Singleton& Singleton::getInstance()
{
    static Singleton instance;
    return instance;
}


std::string Singleton::getMessage(std::string code)
{
    /// Do something
    return "Code example.";
}

And the main code:

main.cpp

int main()
{
        Singleton* my_singleton;
        my_singleton = Singleton::getInstance(); **<-- ERROR HERE**

        cout << my_singleton->getMessage("a"); << endl

}

Main is giving me an error: Cannot convert 'Singleton' to 'Singleton*' in assignment

What is the correct way to "instantiate" the singleton and make use of the getMessage function.
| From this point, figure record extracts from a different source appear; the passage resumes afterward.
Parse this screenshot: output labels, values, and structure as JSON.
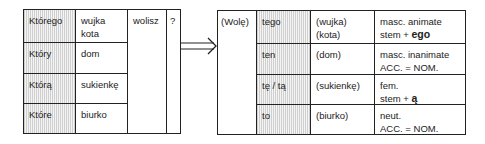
{
  "left_table": {
    "rows": [
      {
        "pronoun": "Którego",
        "noun_line1": "wujka",
        "noun_line2": "kota"
      },
      {
        "pronoun": "Który",
        "noun_line1": "dom",
        "noun_line2": ""
      },
      {
        "pronoun": "Którą",
        "noun_line1": "sukienkę",
        "noun_line2": ""
      },
      {
        "pronoun": "Które",
        "noun_line1": "biurko",
        "noun_line2": ""
      }
    ],
    "verb": "wolisz",
    "question_mark": "?"
  },
  "arrow": {
    "icon": "double-arrow-right-icon"
  },
  "right_table": {
    "verb": "(Wolę)",
    "rows": [
      {
        "demonstrative": "tego",
        "noun_line1": "(wujka)",
        "noun_line2": "(kota)",
        "note_line1": "masc. animate",
        "note_line2_prefix": "stem + ",
        "note_line2_emph": "ego"
      },
      {
        "demonstrative": "ten",
        "noun_line1": "(dom)",
        "noun_line2": "",
        "note_line1": "masc. inanimate",
        "note_line2_prefix": "ACC. = NOM.",
        "note_line2_emph": ""
      },
      {
        "demonstrative": "tę / tą",
        "noun_line1": "(sukienkę)",
        "noun_line2": "",
        "note_line1": "fem.",
        "note_line2_prefix": "stem + ",
        "note_line2_emph": "ą"
      },
      {
        "demonstrative": "to",
        "noun_line1": "(biurko)",
        "noun_line2": "",
        "note_line1": "neut.",
        "note_line2_prefix": "ACC. = NOM.",
        "note_line2_emph": ""
      }
    ]
  }
}
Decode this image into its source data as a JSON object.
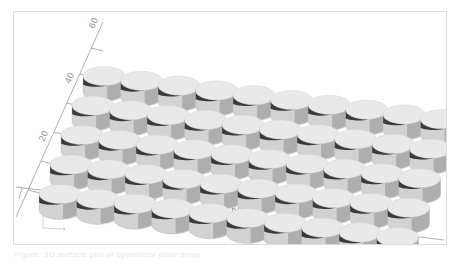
{
  "figure": {
    "title": "",
    "caption": "Figure: 3D surface plot of cylindrical pillar array"
  },
  "chart_data": {
    "type": "bar",
    "subtype": "3d-cylinder-array",
    "title": "",
    "xlabel": "",
    "ylabel": "",
    "zlabel": "",
    "grid": false,
    "legend": null,
    "projection": "isometric-3d",
    "rows": 5,
    "cols": 10,
    "count": 50,
    "marker_shape": "cylinder",
    "x_axis": {
      "ticks": [
        20,
        40,
        60,
        80,
        100
      ],
      "tick_labels": [
        "20",
        "40",
        "60",
        "80",
        "100"
      ],
      "minor_ticks": [
        10,
        30,
        50,
        70,
        90
      ],
      "range": [
        0,
        110
      ]
    },
    "y_axis": {
      "ticks": [
        20,
        40,
        60
      ],
      "tick_labels": [
        "20",
        "40",
        "60"
      ],
      "minor_ticks": [
        10,
        30,
        50
      ],
      "range": [
        0,
        70
      ]
    },
    "series": [
      {
        "name": "row-1",
        "y": 10,
        "x": [
          10,
          20,
          30,
          40,
          50,
          60,
          70,
          80,
          90,
          100
        ],
        "values": [
          1,
          1,
          1,
          1,
          1,
          1,
          1,
          1,
          1,
          1
        ]
      },
      {
        "name": "row-2",
        "y": 22,
        "x": [
          10,
          20,
          30,
          40,
          50,
          60,
          70,
          80,
          90,
          100
        ],
        "values": [
          1,
          1,
          1,
          1,
          1,
          1,
          1,
          1,
          1,
          1
        ]
      },
      {
        "name": "row-3",
        "y": 34,
        "x": [
          10,
          20,
          30,
          40,
          50,
          60,
          70,
          80,
          90,
          100
        ],
        "values": [
          1,
          1,
          1,
          1,
          1,
          1,
          1,
          1,
          1,
          1
        ]
      },
      {
        "name": "row-4",
        "y": 46,
        "x": [
          10,
          20,
          30,
          40,
          50,
          60,
          70,
          80,
          90,
          100
        ],
        "values": [
          1,
          1,
          1,
          1,
          1,
          1,
          1,
          1,
          1,
          1
        ]
      },
      {
        "name": "row-5",
        "y": 58,
        "x": [
          10,
          20,
          30,
          40,
          50,
          60,
          70,
          80,
          90,
          100
        ],
        "values": [
          1,
          1,
          1,
          1,
          1,
          1,
          1,
          1,
          1,
          1
        ]
      }
    ],
    "colors": {
      "top_face": "#e9e9e9",
      "side_dark": "#3a3a3a",
      "side_mid": "#8f8f8f",
      "side_light": "#d2d2d2",
      "axis": "#9a9a9a",
      "tick_label": "#8a8a8a",
      "frame": "#dcdcdc",
      "background": "#ffffff"
    }
  }
}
Thanks a lot for helping...

Community
  • 1
  • 1
Mendes
  • 17,489
  • 35
  • 150
  • 263

2 Answers2

6

what about you just call the function like this:

Singleton::getInstance().getMessage("a");

instead of assigning it to a variable.

Christian Abella
  • 5,747
  • 2
  • 30
  • 42
  • Doesn´work and doesn´t make sense that I cannot store it in a variable...I need to fix howto store it in a variable, not to avoid it... – Mendes Apr 22 '15 at 23:55
  • Actually this gave me a hint on how to solve it... Singleton& my_singleton = Singleton::getInstance(); then my_singleton.getMessage("a"); – Mendes Apr 23 '15 at 00:01
  • 2
    @Mendez no need the reference: just type it as: `Singleton::getInstance().getMessage("a");` if you want to short it use a macro: `#define theSingleton Singleton::getInstance()` and use it with the macro: `theSingleton.getMessage("a");` – SHR Apr 23 '15 at 00:04
1

You want to store a reference to your singleton, not a pointer.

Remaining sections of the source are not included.